Japan to Postpone Talks with North Korea

W460

Japan will postpone talks with North Korea after it announced plans to launch a rocket later this month, Kyodo news agency said Saturday, days before diplomats from the two countries were due to meet.

North Korea will launch a rocket between December 10 and 22, said official Korean Central News Agency earlier on Saturday, in what will be the country's second long-range rocket launch this year following a much-hyped but failed attempt in April.

Senior Japanese and North Korean diplomats had been due to meet in Beijing on December 5-6 following rare talks in Mongolia in mid-November, which had marked the first senior-level meeting between the two nations in four years.

Japan's Prime Minister Yoshihiko Noda decided Saturday to postpone the bilateral talks in the face of North Korea's announcement of plans to launch an "earth observation satellite", said Kyodo.

Japanese Defense Minister Satoshi Morimoto issued an order to the Self-Defense Forces to prepare for destroying North Korea's rocket if necessary in case of its launch, reported the agency.

"I have determined it will be difficult to hold the meeting from a comprehensive standpoint, and I informed the other party of my postponement decision," Kyoda quoted Noda as saying.

His comments came after a meeting of relevant ministers, attended by Morimoto, Foreign Minister Koichiro Gemba and Chief Cabinet Secretary Osamu Fujimura convened to discuss how to deal with the issue, Kyodo said.

"It will be quite regrettable if the launch is carried out. The international society, including Japan, will have to respond to it in a decisive manner," Kyodo reported Noda as saying.

Japan said it would work closely with the United States, South Korea and China to dissuade North Korea from going ahead with the launch, Jiji Press news agency had earlier reported, quoting government officials.

Japan and North Korea do not have diplomatic ties and have long been at odds, with Tokyo pressing Pyongyang to come clean over past abductions of Japanese nationals and its nuclear ambitions.

In 2002 Pyongyang admitted its agents had kidnapped Japanese nationals in the 1970s and 1980s to train its spies in Japanese language and customs.

North Korea maintains Japan has not made up for its wartime aggression and demands compensation and atonement.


● **ASSIGNMENT**
Leave out the pictures and give back all the entries exactly as written.

(Dataset records on visual material)

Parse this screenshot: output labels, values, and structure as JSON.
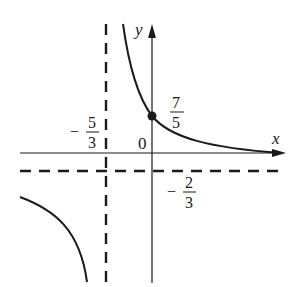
{
  "diagram": {
    "type": "function-graph",
    "axes": {
      "x_label": "x",
      "y_label": "y",
      "origin_label": "0"
    },
    "asymptotes": {
      "vertical": {
        "sign": "−",
        "num": "5",
        "den": "3"
      },
      "horizontal": {
        "sign": "−",
        "num": "2",
        "den": "3"
      }
    },
    "y_intercept": {
      "num": "7",
      "den": "5"
    },
    "colors": {
      "stroke": "#1a1a1a",
      "background": "#ffffff"
    }
  }
}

● **RESULT OF THE EXERCISE**
Parse this screenshot: output labels, values, and structure as JSON.
{
  "diagram": {
    "type": "function-graph",
    "axes": {
      "x_label": "x",
      "y_label": "y",
      "origin_label": "0"
    },
    "asymptotes": {
      "vertical": {
        "sign": "−",
        "num": "5",
        "den": "3"
      },
      "horizontal": {
        "sign": "−",
        "num": "2",
        "den": "3"
      }
    },
    "y_intercept": {
      "num": "7",
      "den": "5"
    },
    "colors": {
      "stroke": "#1a1a1a",
      "background": "#ffffff"
    }
  }
}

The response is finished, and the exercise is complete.